Swing Votes Helped Yoon to Wafer-Thin Victory

  • By Hong Young-lim

    March 11, 2022 12:48

    The presidential election on Wednesday was a heavy blow to the ruling Minjoo Party but no great triumph for the opposition camp, whose candidate Yoon Suk-yeol of the People Power Party was elected by a wafer-thin majority.

    Initial analysis suggests that the swing was mostly due to young voters and supporters in the southwest and Seoul. Yoon won by a just 0.72 percentage points, showing liberals and conservatives almost equally balanced between their lackluster candidates.

    But the ruling party dramatically lost the fulsome support that led to its super-majority in the last general election. Voters in their 20s and 30s were considered swing voters during the entire campaign. They tended eventually to rally around the progressives in previous elections, but various surveys during the latest campaign showed them split between Yoon and his rival Lee Jae-myung.

    Exit polls of the three major broadcasters still showed the outcome pretty much as it transpired, with Yoon getting 45.5 percent support among voters in their 20s and 48.1 percent among those in their 30s, while Lee garnered 47.8 percent and 46.3 percent.

    A closer look shows that men in that age group tended to rally behind Yoon and women behind Lee.

    Exit poll results of the presidential election are shown on TVs in an electronics store in Seoul on Wednesday. /Newsis

    Seoul was a weak front for the conservative party, which lost six out of seven presidential elections there since Korea began direct elections to choose a leader in 1987. But Yoon surprisingly won 50.6 percent of the capital, beating Lee by a comfortable 4.8 percentage points. He was ahead of Lee in 14 out of 25 districts including the affluent Gangnam area that has been a traditional stronghold of the conservatives.

    In contrast, President Moon Jae-in won all districts of Seoul in the 2017 presidential election, while arch-conservative Park Geun-hye beat her rival in only five districts in 2012.

    The change in voter sentiment was hugely affected by the Moon administration's failed real estate policies. Yoon beat Lee in Dongdaemun, Dongjak, Gwangjin, Mapo, Seongdong, Yangcheon, Yeongdeungpo, Yongsan as well as Gangnam, which were significantly affected by surging real estate prices and the government's punitive taxes on multiple-home owners.

    A majority of voters in their 20s and 30s in the capital, for whom Moon made it nearly impossible to own an apartment in Seoul, shifted their support in favor of the PPP. 

    But Yoon only won 12.7 percent of the votes in Gwangju, 11.4 percent in South Jeolla Province and 14.4 percent in North Jeolla Province, which are traditional strongholds of the liberals, where Lee won 84.8 percent, 86.1 percent and 83 percent. But Yoon’s combined 12.8 percent in the southwestern region, though pathetic on the surface, was still the best result for a conservative ever and 2.3 percentage points higher than Park's in 2012.

    Bae Jong-chan at online news outlet Insight K said, "In previous elections, voters in southwestern Korea overwhelmingly supported the liberal party, but this preference is slowly changing."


§ **Task requirements**
Go through the lines below and copy each one that holds the string "screenshot".

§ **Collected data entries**

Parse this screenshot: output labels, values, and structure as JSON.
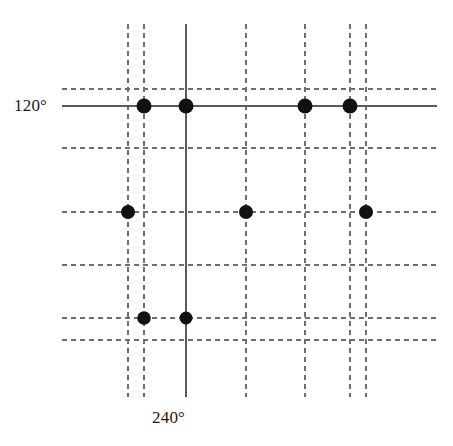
{
  "figure": {
    "title": "",
    "background_color": "#ffffff",
    "width": 453,
    "height": 446,
    "labels": {
      "left_axis": "120°",
      "bottom_axis": "240°"
    },
    "colors": {
      "line": "#6e6e6e",
      "solid_line": "#5a5a5a",
      "marker": "#111111",
      "text": "#1a1a1a"
    }
  },
  "chart_data": {
    "type": "scatter",
    "title": "",
    "xlabel": "240°",
    "ylabel": "120°",
    "grid": true,
    "legend": null,
    "xlim": [
      100,
      440
    ],
    "ylim": [
      60,
      400
    ],
    "annotations": [
      {
        "text": "120°",
        "x": 14,
        "y": 105,
        "role": "horizontal-axis-label"
      },
      {
        "text": "240°",
        "x": 186,
        "y": 418,
        "role": "vertical-axis-label"
      }
    ],
    "gridlines": {
      "vertical": [
        {
          "x": 128,
          "style": "dashed"
        },
        {
          "x": 144,
          "style": "dashed"
        },
        {
          "x": 186,
          "style": "solid"
        },
        {
          "x": 246,
          "style": "dashed"
        },
        {
          "x": 305,
          "style": "dashed"
        },
        {
          "x": 350,
          "style": "dashed"
        },
        {
          "x": 366,
          "style": "dashed"
        }
      ],
      "horizontal": [
        {
          "y": 89,
          "style": "dashed"
        },
        {
          "y": 106,
          "style": "solid"
        },
        {
          "y": 148,
          "style": "dashed"
        },
        {
          "y": 212,
          "style": "dashed"
        },
        {
          "y": 265,
          "style": "dashed"
        },
        {
          "y": 318,
          "style": "dashed"
        },
        {
          "y": 340,
          "style": "dashed"
        }
      ]
    },
    "points": [
      {
        "x": 144,
        "y": 106,
        "r": 7.5,
        "shape": "circle"
      },
      {
        "x": 186,
        "y": 106,
        "r": 7.5,
        "shape": "circle"
      },
      {
        "x": 305,
        "y": 106,
        "r": 7.5,
        "shape": "circle"
      },
      {
        "x": 350,
        "y": 106,
        "r": 7.5,
        "shape": "circle"
      },
      {
        "x": 128,
        "y": 212,
        "r": 7.0,
        "shape": "circle"
      },
      {
        "x": 246,
        "y": 212,
        "r": 7.0,
        "shape": "circle"
      },
      {
        "x": 366,
        "y": 212,
        "r": 7.0,
        "shape": "circle"
      },
      {
        "x": 144,
        "y": 318,
        "r": 6.8,
        "shape": "circle"
      },
      {
        "x": 186,
        "y": 318,
        "r": 6.5,
        "shape": "circle"
      }
    ],
    "extents": {
      "vertical_line_top": 24,
      "vertical_line_bottom": 397,
      "horizontal_line_left": 62,
      "horizontal_line_right": 437,
      "solid_horizontal_left": 62,
      "solid_horizontal_right": 437,
      "solid_vertical_top": 24,
      "solid_vertical_bottom": 397
    }
  }
}
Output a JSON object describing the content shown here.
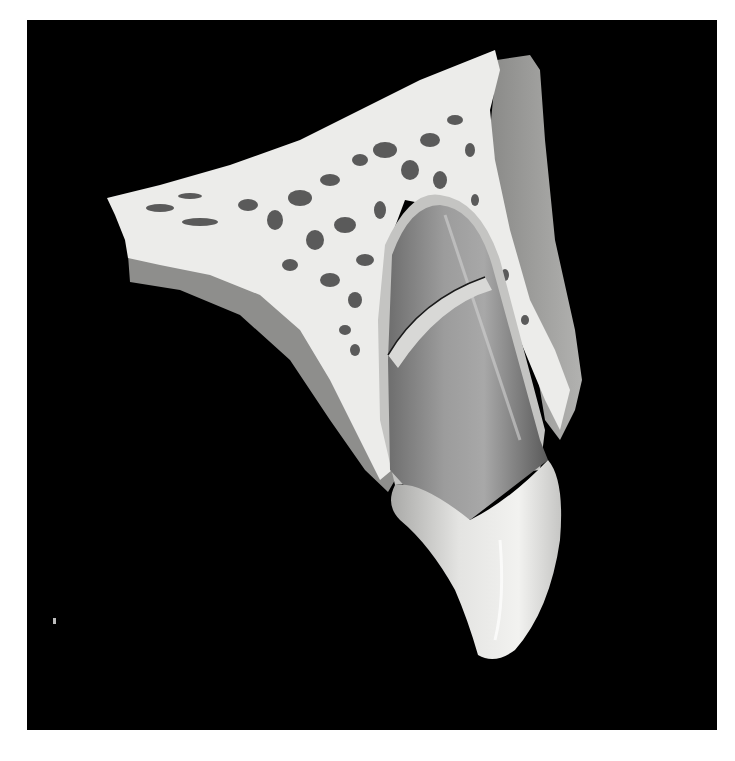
{
  "figure": {
    "background_color": "#000000",
    "page_color": "#ffffff",
    "colors": {
      "bone": "#ececea",
      "bone_pores": "#4a4a4a",
      "gingiva": "#9a9a98",
      "root": "#8a8a8a",
      "crown": "#dcdcda",
      "ligament": "#c8c8c6",
      "fracture_line": "#1a1a1a"
    },
    "structures": [
      "alveolar-bone",
      "trabecular-pores",
      "periosteum-gingiva",
      "periodontal-ligament",
      "tooth-root",
      "root-fracture",
      "tooth-crown"
    ]
  }
}
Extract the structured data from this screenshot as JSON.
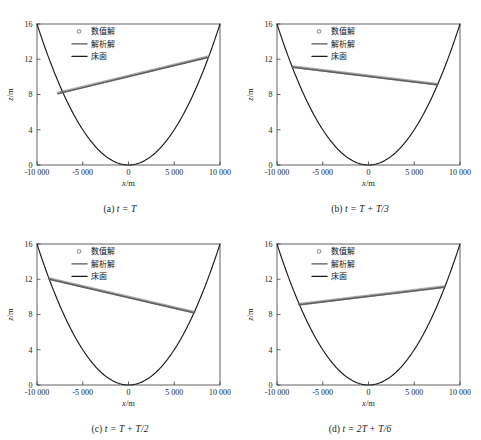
{
  "figure": {
    "panels": [
      {
        "id": "a",
        "caption_prefix": "(a)",
        "caption_expr": "t = T",
        "legend": [
          {
            "label": "数值解",
            "marker": "circle",
            "color": "#555555"
          },
          {
            "label": "解析解",
            "marker": "line",
            "color": "#555555"
          },
          {
            "label": "床面",
            "marker": "line",
            "color": "#1a1a1a"
          }
        ],
        "chart_data": {
          "type": "line",
          "title": "",
          "xlabel": "x/m",
          "ylabel": "z/m",
          "xlim": [
            -10000,
            10000
          ],
          "ylim": [
            0,
            16
          ],
          "xticks": [
            -10000,
            -5000,
            0,
            5000,
            10000
          ],
          "xticklabels": [
            "-10 000",
            "-5 000",
            "0",
            "5 000",
            "10 000"
          ],
          "yticks": [
            0,
            4,
            8,
            12,
            16
          ],
          "yticklabels": [
            "0",
            "4",
            "8",
            "12",
            "16"
          ],
          "grid": false,
          "legend_position": "upper-center-left",
          "series": [
            {
              "name": "床面",
              "type": "bed-parabola",
              "style": "solid",
              "color": "#1a1a1a",
              "vertex_x": 0,
              "vertex_z": 0,
              "z_at_x": 16,
              "x_at_zmax": 10000
            },
            {
              "name": "解析解",
              "type": "water-surface-line",
              "style": "solid",
              "color": "#555555",
              "x_left": -7700,
              "z_left": 8.1,
              "x_right": 8650,
              "z_right": 12.2
            },
            {
              "name": "数值解",
              "type": "water-surface-markers",
              "style": "open-circles",
              "color": "#666666",
              "x_left": -7700,
              "z_left": 8.1,
              "x_right": 8650,
              "z_right": 12.2,
              "marker_count": 86
            }
          ]
        }
      },
      {
        "id": "b",
        "caption_prefix": "(b)",
        "caption_expr": "t = T + T/3",
        "legend": [
          {
            "label": "数值解",
            "marker": "circle",
            "color": "#555555"
          },
          {
            "label": "解析解",
            "marker": "line",
            "color": "#555555"
          },
          {
            "label": "床面",
            "marker": "line",
            "color": "#1a1a1a"
          }
        ],
        "chart_data": {
          "type": "line",
          "title": "",
          "xlabel": "x/m",
          "ylabel": "z/m",
          "xlim": [
            -10000,
            10000
          ],
          "ylim": [
            0,
            16
          ],
          "xticks": [
            -10000,
            -5000,
            0,
            5000,
            10000
          ],
          "xticklabels": [
            "-10 000",
            "-5 000",
            "0",
            "5 000",
            "10 000"
          ],
          "yticks": [
            0,
            4,
            8,
            12,
            16
          ],
          "yticklabels": [
            "0",
            "4",
            "8",
            "12",
            "16"
          ],
          "grid": false,
          "legend_position": "upper-center-left",
          "series": [
            {
              "name": "床面",
              "type": "bed-parabola",
              "style": "solid",
              "color": "#1a1a1a",
              "vertex_x": 0,
              "vertex_z": 0,
              "z_at_x": 16,
              "x_at_zmax": 10000
            },
            {
              "name": "解析解",
              "type": "water-surface-line",
              "style": "solid",
              "color": "#555555",
              "x_left": -8300,
              "z_left": 11.1,
              "x_right": 7500,
              "z_right": 9.1
            },
            {
              "name": "数值解",
              "type": "water-surface-markers",
              "style": "open-circles",
              "color": "#666666",
              "x_left": -8300,
              "z_left": 11.1,
              "x_right": 7500,
              "z_right": 9.1,
              "marker_count": 86
            }
          ]
        }
      },
      {
        "id": "c",
        "caption_prefix": "(c)",
        "caption_expr": "t = T + T/2",
        "legend": [
          {
            "label": "数值解",
            "marker": "circle",
            "color": "#555555"
          },
          {
            "label": "解析解",
            "marker": "line",
            "color": "#555555"
          },
          {
            "label": "床面",
            "marker": "line",
            "color": "#1a1a1a"
          }
        ],
        "chart_data": {
          "type": "line",
          "title": "",
          "xlabel": "x/m",
          "ylabel": "z/m",
          "xlim": [
            -10000,
            10000
          ],
          "ylim": [
            0,
            16
          ],
          "xticks": [
            -10000,
            -5000,
            0,
            5000,
            10000
          ],
          "xticklabels": [
            "-10 000",
            "-5 000",
            "0",
            "5 000",
            "10 000"
          ],
          "yticks": [
            0,
            4,
            8,
            12,
            16
          ],
          "yticklabels": [
            "0",
            "4",
            "8",
            "12",
            "16"
          ],
          "grid": false,
          "legend_position": "upper-center-left",
          "series": [
            {
              "name": "床面",
              "type": "bed-parabola",
              "style": "solid",
              "color": "#1a1a1a",
              "vertex_x": 0,
              "vertex_z": 0,
              "z_at_x": 16,
              "x_at_zmax": 10000
            },
            {
              "name": "解析解",
              "type": "water-surface-line",
              "style": "solid",
              "color": "#555555",
              "x_left": -8650,
              "z_left": 12.0,
              "x_right": 7150,
              "z_right": 8.2
            },
            {
              "name": "数值解",
              "type": "water-surface-markers",
              "style": "open-circles",
              "color": "#666666",
              "x_left": -8650,
              "z_left": 12.0,
              "x_right": 7150,
              "z_right": 8.2,
              "marker_count": 86
            }
          ]
        }
      },
      {
        "id": "d",
        "caption_prefix": "(d)",
        "caption_expr": "t = 2T + T/6",
        "legend": [
          {
            "label": "数值解",
            "marker": "circle",
            "color": "#555555"
          },
          {
            "label": "解析解",
            "marker": "line",
            "color": "#555555"
          },
          {
            "label": "床面",
            "marker": "line",
            "color": "#1a1a1a"
          }
        ],
        "chart_data": {
          "type": "line",
          "title": "",
          "xlabel": "x/m",
          "ylabel": "z/m",
          "xlim": [
            -10000,
            10000
          ],
          "ylim": [
            0,
            16
          ],
          "xticks": [
            -10000,
            -5000,
            0,
            5000,
            10000
          ],
          "xticklabels": [
            "-10 000",
            "-5 000",
            "0",
            "5 000",
            "10 000"
          ],
          "yticks": [
            0,
            4,
            8,
            12,
            16
          ],
          "yticklabels": [
            "0",
            "4",
            "8",
            "12",
            "16"
          ],
          "grid": false,
          "legend_position": "upper-center-left",
          "series": [
            {
              "name": "床面",
              "type": "bed-parabola",
              "style": "solid",
              "color": "#1a1a1a",
              "vertex_x": 0,
              "vertex_z": 0,
              "z_at_x": 16,
              "x_at_zmax": 10000
            },
            {
              "name": "解析解",
              "type": "water-surface-line",
              "style": "solid",
              "color": "#555555",
              "x_left": -7550,
              "z_left": 9.1,
              "x_right": 8300,
              "z_right": 11.1
            },
            {
              "name": "数值解",
              "type": "water-surface-markers",
              "style": "open-circles",
              "color": "#666666",
              "x_left": -7550,
              "z_left": 9.1,
              "x_right": 8300,
              "z_right": 11.1,
              "marker_count": 86
            }
          ]
        }
      }
    ]
  }
}
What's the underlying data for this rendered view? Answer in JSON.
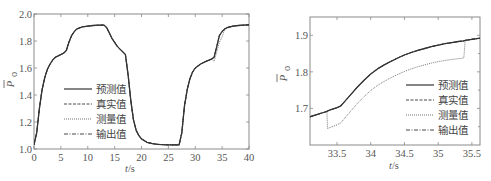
{
  "chart_data": [
    {
      "type": "line",
      "title": "",
      "xlabel": "t/s",
      "ylabel": "P̄o",
      "xlim": [
        0,
        40
      ],
      "ylim": [
        1.0,
        2.0
      ],
      "xticks": [
        "0",
        "5",
        "10",
        "15",
        "20",
        "25",
        "30",
        "35",
        "40"
      ],
      "yticks": [
        "1.0",
        "1.2",
        "1.4",
        "1.6",
        "1.8",
        "2.0"
      ],
      "grid": false,
      "legend_position": "center-left",
      "legend": [
        "预测值",
        "真实值",
        "测量值",
        "输出值"
      ],
      "x": [
        0,
        0.5,
        1,
        1.5,
        2,
        2.5,
        3,
        3.5,
        4,
        4.5,
        5,
        5.5,
        6,
        6.5,
        7,
        7.5,
        8,
        9,
        10,
        11,
        12,
        13,
        13.5,
        14,
        14.5,
        15,
        15.5,
        16,
        16.5,
        17,
        17.5,
        18,
        18.5,
        19,
        19.5,
        20,
        21,
        22,
        23,
        24,
        25,
        26,
        27,
        27.5,
        28,
        28.5,
        29,
        29.5,
        30,
        31,
        32,
        33,
        33.5,
        34,
        34.5,
        35,
        35.5,
        36,
        37,
        38,
        39,
        40
      ],
      "series": [
        {
          "name": "预测值",
          "style": "solid",
          "values": [
            1.03,
            1.12,
            1.3,
            1.44,
            1.53,
            1.59,
            1.63,
            1.66,
            1.68,
            1.69,
            1.7,
            1.71,
            1.73,
            1.79,
            1.84,
            1.87,
            1.89,
            1.905,
            1.91,
            1.915,
            1.917,
            1.918,
            1.9,
            1.86,
            1.82,
            1.79,
            1.76,
            1.74,
            1.72,
            1.7,
            1.55,
            1.36,
            1.22,
            1.14,
            1.1,
            1.075,
            1.05,
            1.04,
            1.035,
            1.032,
            1.03,
            1.03,
            1.03,
            1.12,
            1.32,
            1.44,
            1.52,
            1.57,
            1.6,
            1.63,
            1.65,
            1.665,
            1.68,
            1.76,
            1.84,
            1.87,
            1.89,
            1.9,
            1.91,
            1.915,
            1.918,
            1.92
          ]
        },
        {
          "name": "真实值",
          "style": "dashed",
          "values": [
            1.03,
            1.12,
            1.3,
            1.44,
            1.53,
            1.59,
            1.63,
            1.66,
            1.68,
            1.69,
            1.7,
            1.71,
            1.73,
            1.79,
            1.84,
            1.87,
            1.89,
            1.905,
            1.91,
            1.915,
            1.917,
            1.918,
            1.9,
            1.86,
            1.82,
            1.79,
            1.76,
            1.74,
            1.72,
            1.7,
            1.55,
            1.36,
            1.22,
            1.14,
            1.1,
            1.075,
            1.05,
            1.04,
            1.035,
            1.032,
            1.03,
            1.03,
            1.03,
            1.12,
            1.32,
            1.44,
            1.52,
            1.57,
            1.6,
            1.63,
            1.65,
            1.665,
            1.68,
            1.76,
            1.84,
            1.87,
            1.89,
            1.9,
            1.91,
            1.915,
            1.918,
            1.92
          ]
        },
        {
          "name": "测量值",
          "style": "dotted",
          "values": [
            1.03,
            1.12,
            1.3,
            1.44,
            1.53,
            1.59,
            1.63,
            1.66,
            1.68,
            1.69,
            1.7,
            1.71,
            1.73,
            1.79,
            1.84,
            1.87,
            1.89,
            1.905,
            1.91,
            1.915,
            1.917,
            1.918,
            1.9,
            1.86,
            1.82,
            1.79,
            1.76,
            1.74,
            1.72,
            1.7,
            1.55,
            1.36,
            1.22,
            1.14,
            1.1,
            1.075,
            1.05,
            1.04,
            1.035,
            1.032,
            1.03,
            1.03,
            1.03,
            1.12,
            1.32,
            1.44,
            1.52,
            1.57,
            1.6,
            1.63,
            1.65,
            1.665,
            1.65,
            1.72,
            1.79,
            1.83,
            1.89,
            1.9,
            1.91,
            1.915,
            1.918,
            1.92
          ]
        },
        {
          "name": "输出值",
          "style": "dash-dot",
          "values": [
            1.03,
            1.12,
            1.3,
            1.44,
            1.53,
            1.59,
            1.63,
            1.66,
            1.68,
            1.69,
            1.7,
            1.71,
            1.73,
            1.79,
            1.84,
            1.87,
            1.89,
            1.905,
            1.91,
            1.915,
            1.917,
            1.918,
            1.9,
            1.86,
            1.82,
            1.79,
            1.76,
            1.74,
            1.72,
            1.7,
            1.55,
            1.36,
            1.22,
            1.14,
            1.1,
            1.075,
            1.05,
            1.04,
            1.035,
            1.032,
            1.03,
            1.03,
            1.03,
            1.12,
            1.32,
            1.44,
            1.52,
            1.57,
            1.6,
            1.63,
            1.65,
            1.665,
            1.68,
            1.76,
            1.84,
            1.87,
            1.89,
            1.9,
            1.91,
            1.915,
            1.918,
            1.92
          ]
        }
      ]
    },
    {
      "type": "line",
      "title": "",
      "xlabel": "t/s",
      "ylabel": "P̄o",
      "xlim": [
        33.1,
        35.62
      ],
      "ylim": [
        1.6,
        1.95
      ],
      "xticks": [
        "33.5",
        "34",
        "34.5",
        "35",
        "35.5"
      ],
      "yticks": [
        "1.7",
        "1.8",
        "1.9"
      ],
      "grid": false,
      "legend_position": "lower-right",
      "legend": [
        "预测值",
        "真实值",
        "测量值",
        "输出值"
      ],
      "x": [
        33.1,
        33.2,
        33.3,
        33.35,
        33.36,
        33.4,
        33.5,
        33.55,
        33.6,
        33.7,
        33.8,
        33.9,
        34.0,
        34.1,
        34.2,
        34.3,
        34.4,
        34.5,
        34.6,
        34.7,
        34.8,
        34.9,
        35.0,
        35.1,
        35.2,
        35.3,
        35.38,
        35.4,
        35.5,
        35.62
      ],
      "series": [
        {
          "name": "预测值",
          "style": "solid",
          "values": [
            1.677,
            1.683,
            1.689,
            1.692,
            1.693,
            1.696,
            1.702,
            1.706,
            1.716,
            1.737,
            1.758,
            1.777,
            1.794,
            1.808,
            1.819,
            1.829,
            1.838,
            1.846,
            1.853,
            1.859,
            1.864,
            1.869,
            1.873,
            1.877,
            1.88,
            1.883,
            1.885,
            1.886,
            1.889,
            1.892
          ]
        },
        {
          "name": "真实值",
          "style": "dashed",
          "values": [
            1.677,
            1.683,
            1.689,
            1.692,
            1.693,
            1.696,
            1.702,
            1.706,
            1.716,
            1.737,
            1.758,
            1.777,
            1.794,
            1.808,
            1.819,
            1.829,
            1.838,
            1.846,
            1.853,
            1.859,
            1.864,
            1.869,
            1.873,
            1.877,
            1.88,
            1.883,
            1.885,
            1.886,
            1.889,
            1.892
          ]
        },
        {
          "name": "测量值",
          "style": "dotted",
          "values": [
            1.677,
            1.683,
            1.689,
            1.692,
            1.645,
            1.648,
            1.655,
            1.66,
            1.67,
            1.692,
            1.713,
            1.732,
            1.749,
            1.763,
            1.774,
            1.784,
            1.793,
            1.801,
            1.808,
            1.814,
            1.819,
            1.824,
            1.828,
            1.831,
            1.834,
            1.836,
            1.838,
            1.886,
            1.889,
            1.892
          ]
        },
        {
          "name": "输出值",
          "style": "dash-dot",
          "values": [
            1.677,
            1.683,
            1.689,
            1.692,
            1.693,
            1.696,
            1.702,
            1.706,
            1.716,
            1.737,
            1.758,
            1.777,
            1.794,
            1.808,
            1.819,
            1.829,
            1.838,
            1.846,
            1.853,
            1.859,
            1.864,
            1.869,
            1.873,
            1.877,
            1.88,
            1.883,
            1.885,
            1.886,
            1.889,
            1.892
          ]
        }
      ]
    }
  ],
  "plots": [
    {
      "frame": {
        "left": 34,
        "top": 14,
        "right": 249,
        "bottom": 149
      },
      "ylabel_pos": {
        "x": 14,
        "y": 84
      },
      "xlabel_pos": {
        "x": 130,
        "y": 172
      },
      "legend": {
        "x": 64,
        "y": 89,
        "dy": 15,
        "line_len": 28
      }
    },
    {
      "frame": {
        "left": 310,
        "top": 17,
        "right": 480,
        "bottom": 145
      },
      "ylabel_pos": {
        "x": 287,
        "y": 78
      },
      "xlabel_pos": {
        "x": 394,
        "y": 169
      },
      "legend": {
        "x": 406,
        "y": 85,
        "dy": 15,
        "line_len": 28
      }
    }
  ],
  "colors": {
    "line": "#333333",
    "frame": "#8a8a8a",
    "measured": "#666666"
  }
}
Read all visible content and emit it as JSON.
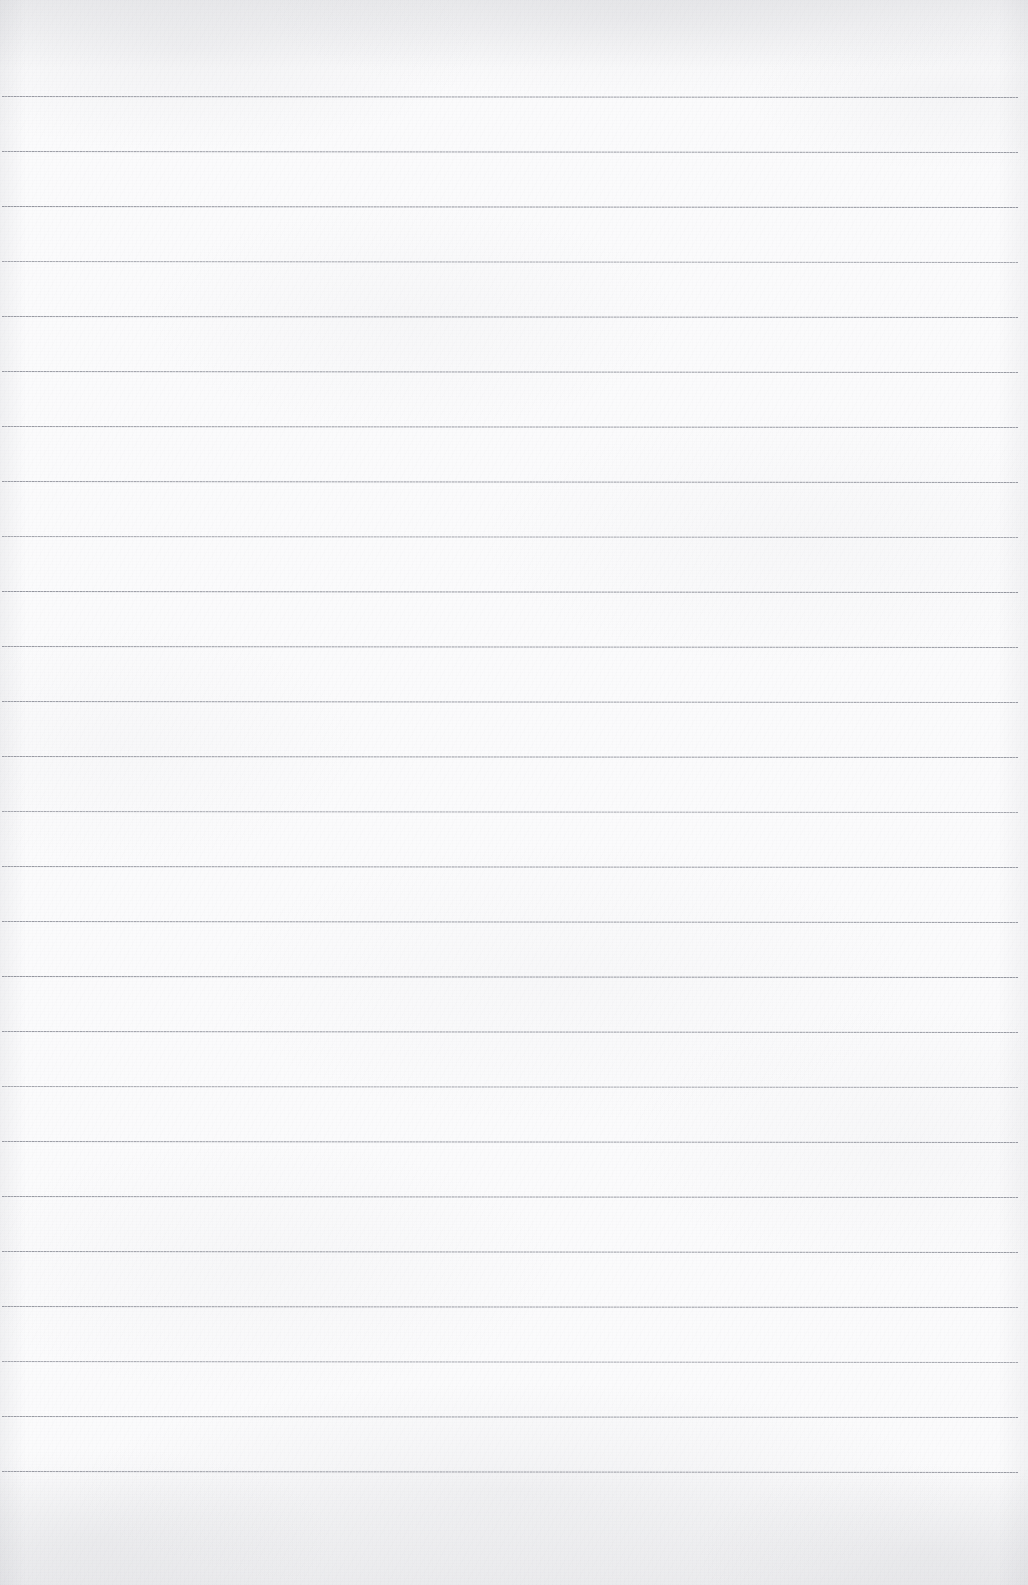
{
  "document": {
    "kind": "scanned-lined-notebook-page",
    "title": "Blank Lined Notebook Page",
    "orientation": "portrait",
    "width": 1028,
    "height": 1585,
    "has_text": false,
    "has_handwriting": false,
    "content_note": "Empty ruled page — no writing, headings, numbers or marks present."
  },
  "colors": {
    "paper": "#fbfbfc",
    "paper_shadow": "#8f919a",
    "rule_line": "#9a9ca4",
    "rule_line_dark": "#8e9099",
    "rule_line_light": "#c6c8ce"
  },
  "ruling": {
    "style": "wide-ruled-horizontal",
    "line_count": 26,
    "first_line_y": 96,
    "line_spacing": 55,
    "line_thickness": 1,
    "line_start_x": 2,
    "line_end_x": 1018,
    "top_margin": 96,
    "bottom_margin": 115,
    "left_margin": 2,
    "right_margin": 10,
    "has_vertical_margin_rule": false,
    "lines_y": [
      96,
      151,
      206,
      261,
      316,
      371,
      426,
      481,
      536,
      591,
      646,
      701,
      756,
      811,
      866,
      921,
      976,
      1031,
      1086,
      1141,
      1196,
      1251,
      1306,
      1361,
      1416,
      1471
    ]
  },
  "texture": {
    "description": "light gray mottled scan noise, strongest along the top and bottom edges",
    "grain_opacity": 0.55
  }
}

§ **Exercise response**
Parse this screenshot: output labels, values, and structure as JSON.
Extract the structured data from this screenshot as JSON.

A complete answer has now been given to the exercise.